Last year, the average compensation package for a college football coach in the elite Football Bowl Subdivision increased by 15.3%. The top spot belongs to Alabama’s Nick Saban, who enjoys an eight-year, $93.6 million contract. Meanwhile, college football players continue to earn nothing from their schools.
It’s an idea that’s been around for years and is gaining popularity and legal momentum as the football season begins. The National Labor Relations Board argued for it when it filed a complaint against the University of Southern California, the Pac-12 Conference and the National Collegiate Athletic Association. The NLRB alleges that all three “misclassified” football and basketball players as student-athletes instead of employees. A hearing is scheduled for November.
If players are reclassified, college sports will be upended, and not for the better.
It’s unlikely to benefit anyone but athletes in the most high-profile, profitable sports. The remainder, from swimmers to golfers, will find their opportunities to compete constrained or eliminated.
The problem is money. Revenues are booming for college athletics, but so are expenses. In 2019, the last year before the pandemic devastated college sports earnings, most of the 130 schools in the high-grossing Football Bowl Subdivision lost money. Some of those losses can be explained by the growth in coaching and administrative salaries. But subsidizing sports that don’t attract massive media rights deals also plays a part.
Those programs will be cut first if and when money-losing athletic departments are required to pay athletes. It’s happened before. During 2020, when Covid forced schools to put profitable football and basketball programs into hibernation, at least 30 universities cut close to 100 secondary sports programs — those that aren’t significant revenue generators — from squash to gymnastics.
Turning athletes into employees would be an even larger financial hit and one that could turn into a Title IX nightmare. While the law bars gender discrimination for any educational program receiving federal money, female athletes attract less attention and advertising dollars than their male counterparts. Rather than pay everyone, schools are likely to cut even more programs, and women-led sports — currently seeing growth and momentum — are the easiest target for the chopping block.
Meanwhile, the consequences could trickle down to the Olympics. The US team relies heavily upon a small number of universities to develop top competitors in categories such as swimming — a secondary sport at schools. Perhaps new funding and pipelines would emerge to develop talent if money-losing programs are cut, but the disruption to US Olympic ambitions would be significant.
It won’t be all good news for players likely to be paid, either.

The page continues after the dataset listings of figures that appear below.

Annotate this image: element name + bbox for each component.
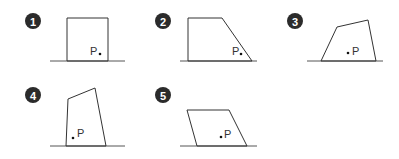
rectangle-shape [67, 18, 108, 61]
quadrilateral-shape [321, 20, 376, 61]
figure-3: 3 P [287, 13, 383, 61]
figure-2: 2 P [155, 13, 257, 61]
badge-number: 5 [160, 90, 166, 102]
point-p [240, 53, 243, 56]
point-p [72, 137, 75, 140]
badge-number: 4 [30, 90, 37, 102]
parallelogram-shape [187, 110, 247, 146]
point-p [99, 53, 102, 56]
badge-number: 3 [292, 16, 298, 28]
trapezoid-shape [188, 18, 252, 61]
figure-canvas: 1 P 2 P 3 P 4 P 5 P [0, 0, 399, 159]
point-label: P [352, 45, 359, 57]
point-label: P [232, 45, 239, 57]
point-label: P [90, 45, 97, 57]
badge-number: 2 [160, 16, 166, 28]
point-label: P [224, 128, 231, 140]
badge-number: 1 [30, 16, 36, 28]
figure-4: 4 P [25, 87, 125, 146]
figure-1: 1 P [25, 13, 125, 61]
point-p [347, 52, 350, 55]
point-label: P [77, 127, 84, 139]
point-p [220, 136, 223, 139]
figure-5: 5 P [155, 87, 257, 146]
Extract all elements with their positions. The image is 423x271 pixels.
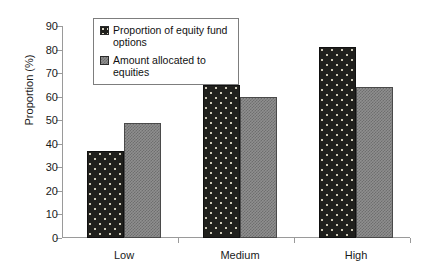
x-tick-label-low: Low [87,249,161,261]
y-tick-label: 40 [46,138,58,150]
x-tick [294,238,295,243]
legend-label-amount: Amount allocated to equities [113,54,231,78]
y-tick-label: 50 [46,114,58,126]
x-tick-label-high: High [319,249,393,261]
y-tick-label: 30 [46,161,58,173]
x-tick [410,238,411,243]
bar-medium-series1 [240,97,277,238]
legend-swatch-gray-icon [100,56,109,65]
bar-chart: Proportion (%) 0102030405060708090 LowMe… [0,0,423,271]
bar-low-series1 [124,123,161,238]
y-tick-label: 80 [46,44,58,56]
y-tick-label: 20 [46,185,58,197]
bar-medium-series0 [203,85,240,238]
legend-item-proportion: Proportion of equity fund options [100,24,231,48]
legend-label-proportion: Proportion of equity fund options [113,24,231,48]
bar-high-series1 [356,87,393,238]
bar-high-series0 [319,47,356,238]
legend-item-amount: Amount allocated to equities [100,54,231,78]
y-tick-label: 90 [46,20,58,32]
y-tick-label: 10 [46,208,58,220]
legend-swatch-dark-icon [100,26,109,35]
y-tick-label: 0 [52,232,58,244]
y-axis-line [62,26,63,238]
y-axis-label: Proportion (%) [23,15,35,165]
x-tick [178,238,179,243]
y-tick-label: 70 [46,67,58,79]
chart-legend: Proportion of equity fund options Amount… [93,18,239,85]
y-tick-label: 60 [46,91,58,103]
bar-group: High [319,26,393,238]
x-tick-label-medium: Medium [203,249,277,261]
bar-low-series0 [87,151,124,238]
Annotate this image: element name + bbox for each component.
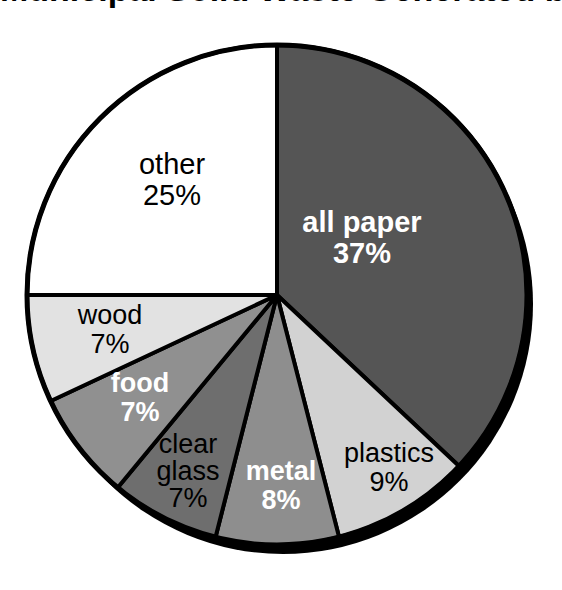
pie-svg bbox=[0, 0, 562, 590]
pie-slice-other[interactable] bbox=[27, 45, 277, 295]
pie-chart: Municipal Solid Waste Generated by Categ… bbox=[0, 0, 562, 590]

Among other issues, employee-athletes could find their scholarships viewed as income by the IRS and taxed in full. And if athletes seek to form unions and engage in collective bargaining, some schools seeking new revenue sources might try to negotiate access to athletes’ names, images and likenesses, known as NILs.
Nonetheless, as the business of college sports became a multibillion-dollar juggernaut, it’s great that the momentum to better compensate athletes for what they leave on the field has grown. But it shouldn’t come at the expense of amateurism — the idea that college athletes play for the love of the game — and a scholarship that benefits their future. Turing them into “employees” jeopardizes that part of college sports.
Fortunately, there’s a better approach to compensating athletes: a bipartisan college sports reform bill sponsored by Senators Jerry Moran of Kansas, Richard Blumenthal of Connecticut and Cory Booker of New Jersey. It envisions schools recommitting to the college degree and an athlete’s long-term health as a form of payment that embodies the original college sports ideal.
Under its terms, athletes would retain their scholarship aid, including room and board, until graduation (and not the end of their athletic eligibility), and institutions would be required to continue providing aid in case of a devastating injury (they aren’t, now). In addition, a medical trust fund would be created to cover long-term conditions related to playing sports.
Critically, the bill would expand access to NILs. Under its terms, a new corporation would be formed to create and administer rules to protect athletes who enter into endorsement contracts, establish a registry for agents, and prohibit institutions from punishing athletes for accepting compensation from third parties. For now, at least, the bill doesn’t address the employee status of athletes.
According to someone familiar with the bill, it’s a pragmatic approach designed to garner support in a divided Congress. Let’s hope so. For the more than 500,000 student-athletes playing NCAA sports, it could be a down payment on a healthier and more secure future. For college sports fans, it means a better, more engaged student-athlete. And for the NCAA, schools and those who profit off amateurism, the bill preserves and updates the century-old student-athlete brand. That’s a compromise worth pushing over the goal line.
More From Bloomberg Opinion:
• NIL Deals for College Athletes Should Be Transparent: Adam Minter
• Sports Betting Is Great for Women Athletes: Adam Minter
• Ivy League Schools Sure Look Like a Cartel: Stephen L. Carter
This column does not necessarily reflect the opinion of the editorial board or Bloomberg LP and its owners.
Adam Minter is a Bloomberg Opinion columnist covering Asia, technology and the environment. He is author, most recently, of “Secondhand: Travels in the New Global Garage Sale.”